Dead-tree cred counts online

By Christine Mlot and Melissae Fellet

Three new online ventures in publishing have two things in common: top editors with old-school, self-described dead-tree credentials, and decent traffic — 150,000 or more unique views per month — for even long-form narratives. And all are managing to avoid or not rely on advertising to pay the bills.

"What you do...is put out really good products," said Miller-McCune editor John Mecklin, a former newspaper reporter and editor of High Country News. “That is the future. I see a whole bunch of examples where that is happening.”

Roger Cohn discussed coming from Audubon and Mother Jones to launch Yale Environment 360. “One of the things that struck me was how quickly you can build an audience,” and how online stories can have multiple lives. Eight months after a video report on mountain top mining was published to the site, a columnist for Le Monde linked to it and traffic exploded.
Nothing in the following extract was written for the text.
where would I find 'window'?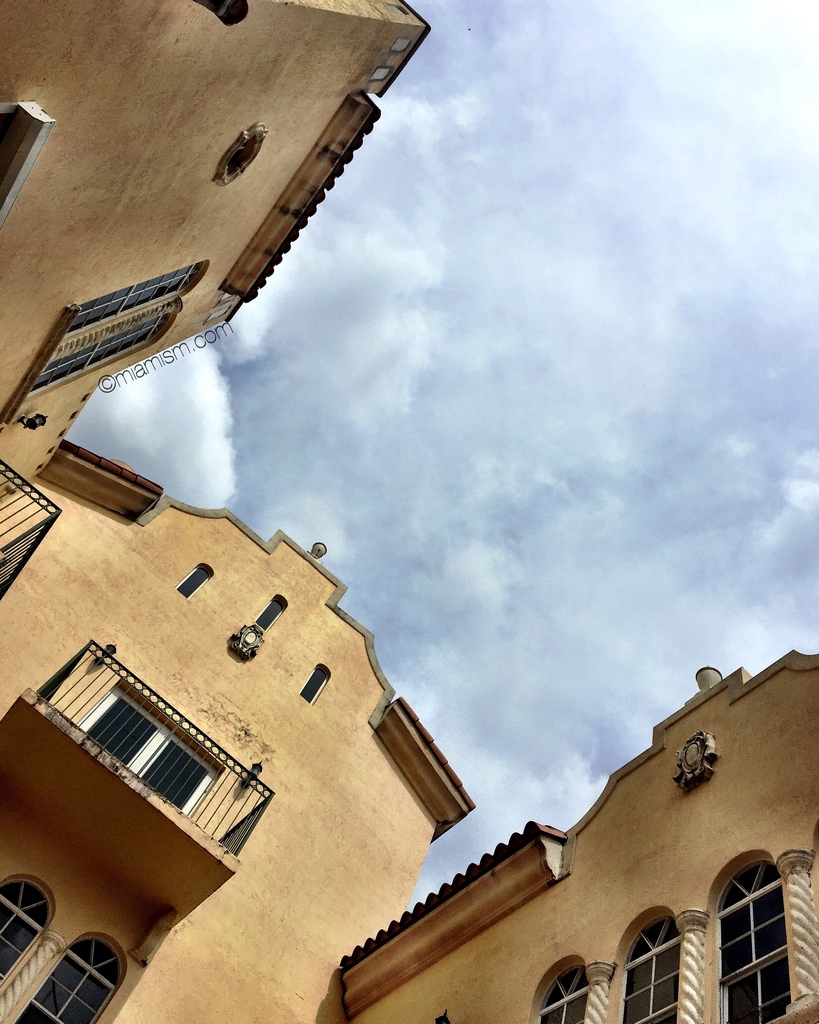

The New Haven Independent arose when 25-year veteran reporter Paul Bass saw that "out-of-state media conglomerates abandoned local news,” Melissa Bailey said. The online newspaper whose coverage never went beyond city limits then took on the decidedly national topic of nanotechnology with support from the Online Journalism Project. Apart from foundation support, the project gets donations from readers and sponsors.
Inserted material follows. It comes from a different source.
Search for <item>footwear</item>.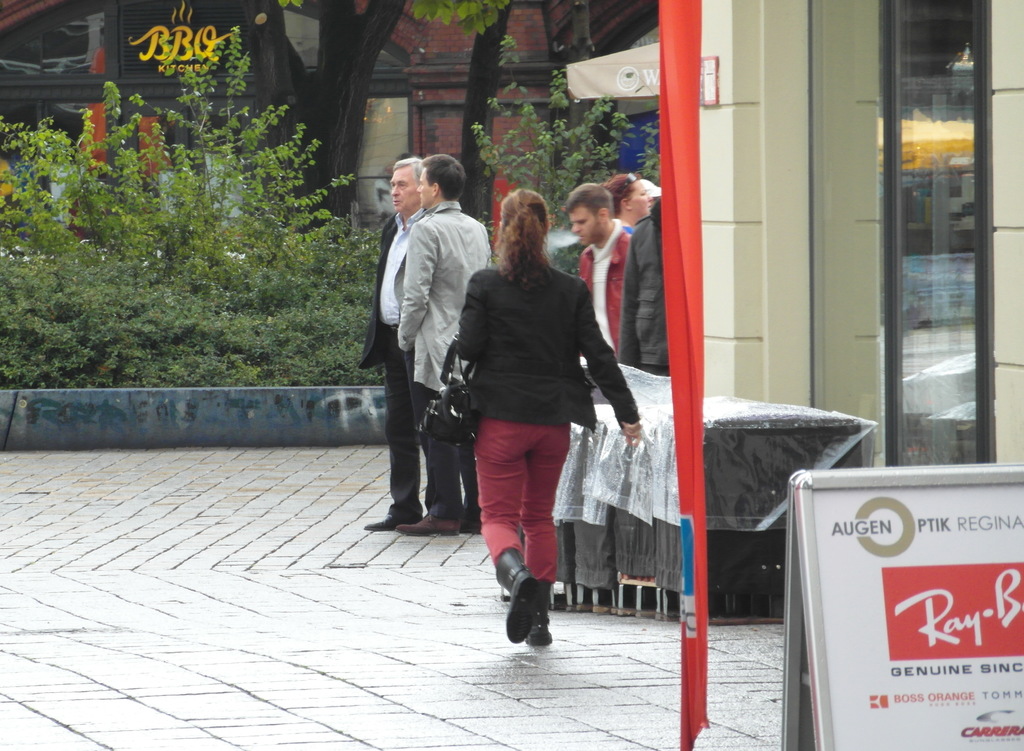
Found at 489,546,544,643.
Foundations and alumni support the Yale site, which is housed at and received start-up funds from the university. But the site is “editorially independent,” said Cohn.

Miller-McCune magazine launched knowing they were fully funded for five years, due to a large donation from Sara Miller McCune, founder of the academic publisher SAGE publications. They take a long-term approach to profitability. “You don’t start a business and expect to break even in 18 months,” Mecklin said.

Karl Leif Bates, organizer of the session that attracted some 50 science writers late on Saturday afternoon, is bullish on the what the new online world can foster for journalism. “These are emerging life forms that are springing up like mushrooms.”